Neo, I think your example does properly belong in Kansas City Shuffle.
Let's recap for the interested.
- Evil Plan: Any generic plan hatched by the badguys.
- Xanatos Gambit: A plan where any predictable outcome results in a victory of some sort, even if it isn't the main objective. Generally foiled by the Spanner in the Works or Take a Third Option.
- Batman Gambit: A plan that relies on anticipating its victims' actions for success. If they don't behave as predicted, it fails.
- Kansas City Shuffle: A plan that relies on a surface trick that the victims think they've seen through, which sets them up for the real trick. Can be foiled by someone being Too Dumb to Fool or seeing through the deeper trick.
- Xanatos Roulette: A plan where even the unpredictable outcomes result in victory. In short, like Xanatos Gambit but with things taken into account that the perpetrator couldn't possibly predict. Begins to look like an Ass Pull or Villain Sue if done poorly.

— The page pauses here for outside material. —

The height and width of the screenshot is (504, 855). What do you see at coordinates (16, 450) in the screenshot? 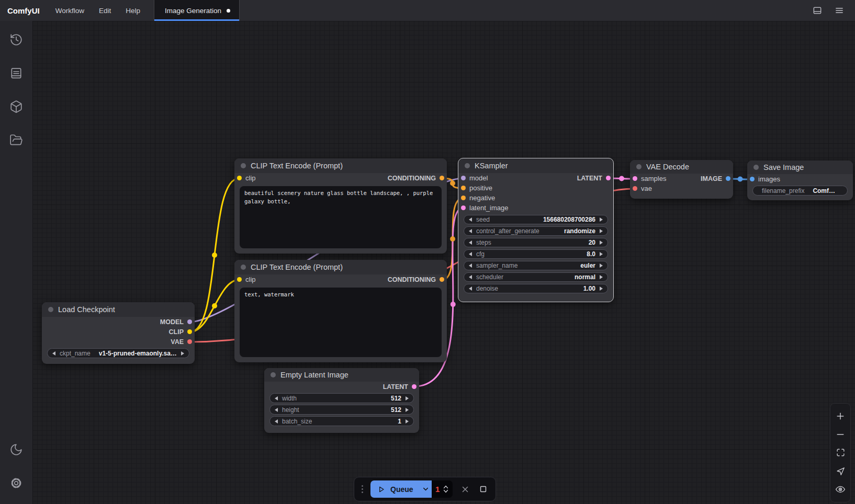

- Xanatos Speed Chess: Any of the above, improvised on the fly due to a changing situation. An Indy Ploy can often resemble this, especially after I Meant to Do That.

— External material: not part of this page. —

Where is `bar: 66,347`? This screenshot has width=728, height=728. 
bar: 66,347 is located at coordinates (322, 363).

- Thirty Xanatos Pile Up: A situation where multiple players are all running gambits of various sorts against each other, with the winner taking all.
edited 15th Feb '11 7:43:05 AM by Fighteer
"It's Occam's Shuriken! If the answer is elusive, never rule out ninjas!"

Batman Gambit
Xanatos Gambit
Supposedly the Batman Gambit relies on the idea that convincing people part A is your plan and having people react to it accordingly is what makes part B work. This isn't very clear from the description, at least not until the fifth paragraph, but I'm guessing that's the gist of it.
The Xanatos Gambit, however, is about having all paths lead to victory.
So, for a couple examples, I recently added one of each to the Batman Begins trope list
based on that idea. I was going to ask those familiar both with Batman Begins and with the two tropes if these are good examples of it.
Each example arguably overlaps with the other trope (my Batman Gambit example might have involved an alternative plan in case the bridges were just raised without police being sent to the island, and my Xanatos Gambit involves Batman pretending to be trying to stop the train; if he hadn't convinced Ra's al Ghul this was his idea the movie doesn't say if he might have suspected Batman had a backup plan) but I'm guessing from my current interpretation of the tropes that they fit.